It is, understandably, quite difficult to establish clear facts about the life of someone born in the years BC (Before Christ), sometimes known as BCE (Before the Common Era). Scribes and scholars wrote things down but many of these records and parchments have disappeared in the two millennia that have passed since that time. It is, therefore, necessary to rely on legend and speculation to some degree when discussing the poet Virgil – his lifestyle, his poetry and his achievements.
Virgil was around at that turbulent period in Roman history when the emperor Julius Caesar was assassinated. His birth date is recorded as 70BC and his place of birth was a small village called Andes which was in the Cisalpine Gaul region. There is some dispute regarding his family origins; he may have been of Celtic descent like others who were known to inhabit that region. Alternatively his family may have been Umbrians or Etruscans. Another theory is that his descendants were early Roman colonists and this idea is supported by the fact that his cognomen (his Roman surname) was Maro. If you use enough imagination this name is an anagram of two of Virgil’s main themes found in his writing – AMOR and ROMA (love and Rome).
It is believed that Virgil’s education began at the age of five and, in later years, he was sent to Rome where he studied rhetoric, medicine, and astronomy. He moved on to the study of philosophy while, at the same time, writing poetry. Some of his earlier work still survives although doubts have been cast on the authorship of such as the Catalepton which was a collection of 14 short poems and the Culex (The Gnat). These pieces of work have been identified as the work of Virgil in many quarters and are generally referred to as the Appendix Vergiliana.
These were turbulent times in Italy with widespread civil war being waged. Following the murder of the Emperor Caesar, it is reputed that some of Virgil’s land near Mantua, in the northern part of Italy, was taken away from him. Many people were similarly affected as it was the policy of the conquering Army led by the likes of Brutus and Cassius to appropriate land wherever they could and pass it on to their Generals in payment for services rendered.
Some of Virgil’s work lends credence to these stories. While deploring the ruthless methods of the Roman legions he, at the same time, waxed lyrical on the grace and beauty of Caesar’s successor. He wrote of homo-erotic worship and the love of power as displayed by the heroic soldiers, touching on both their exploits in their homeland and also their epic battles in Greece. He wrote a series of poems called the Ten Ecologues which suggested that the mythical home of the god Pan (Arcadia, in Greece) was the true origin of poetry itself. The following is an extract from Ecologue 1 which refers to the subject of soldiers taking land away from those who have lovingly tended it:
It seems that Virgil admired and collaborated with other poets of his time such as Horace and Varius Rufus. A recurring theme that many poets used then was on the subject of Bucolics which, in Greek, means the care of cattle. He probably devoted a great deal of his writing efforts to producing an epic piece of work called Georgics which was a homage to the people who worked on the land and the beasts that they tended there. Along with another poet, Maecenas, he was invited to read from this epic work to Octavian, the great general who was to become the Emperor Augustus in the year 27BC, thus indicating Virgil’s status amongst the Roman elite.
Virgil’s life is reputed to have ended in the year 19BC when he was just 51 years old.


• _Required action_: Return the lines of the data below exactly. Start at the first and end with the line containing "The width and height of the screenshot is (577, 269).".

[[ Exercise inputs open ]]

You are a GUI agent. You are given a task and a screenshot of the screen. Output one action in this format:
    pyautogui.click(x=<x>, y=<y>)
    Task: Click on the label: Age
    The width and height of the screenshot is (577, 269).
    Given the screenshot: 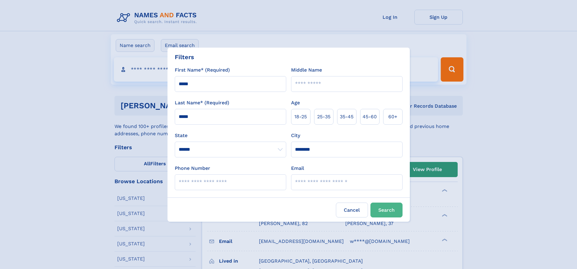 What is the action you would take?
    pyautogui.click(x=295, y=103)
    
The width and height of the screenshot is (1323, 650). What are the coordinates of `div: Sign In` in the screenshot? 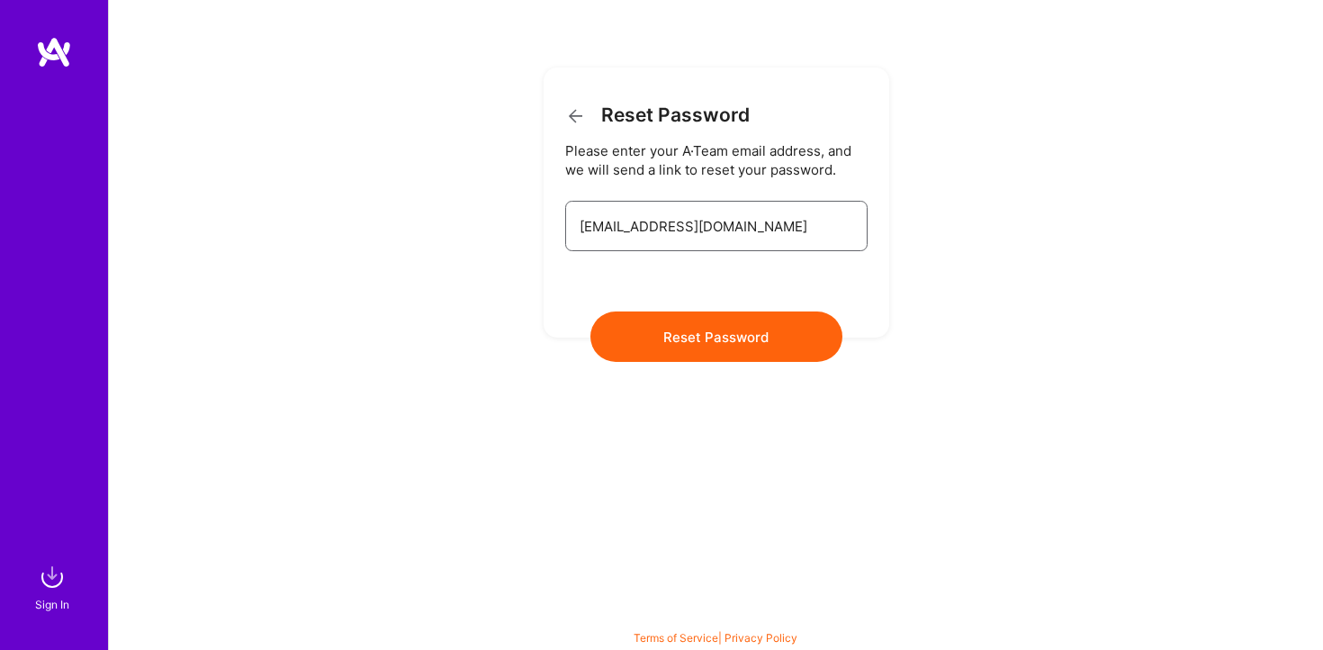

[[ Exercise inputs closed ]]

• _Exercise answer_:
You are a GUI agent. You are given a task and a screenshot of the screen. Output one action in this format:
    pyautogui.click(x=<x>, y=<y>)
    Task: Click on the label: Age
    The width and height of the screenshot is (577, 269).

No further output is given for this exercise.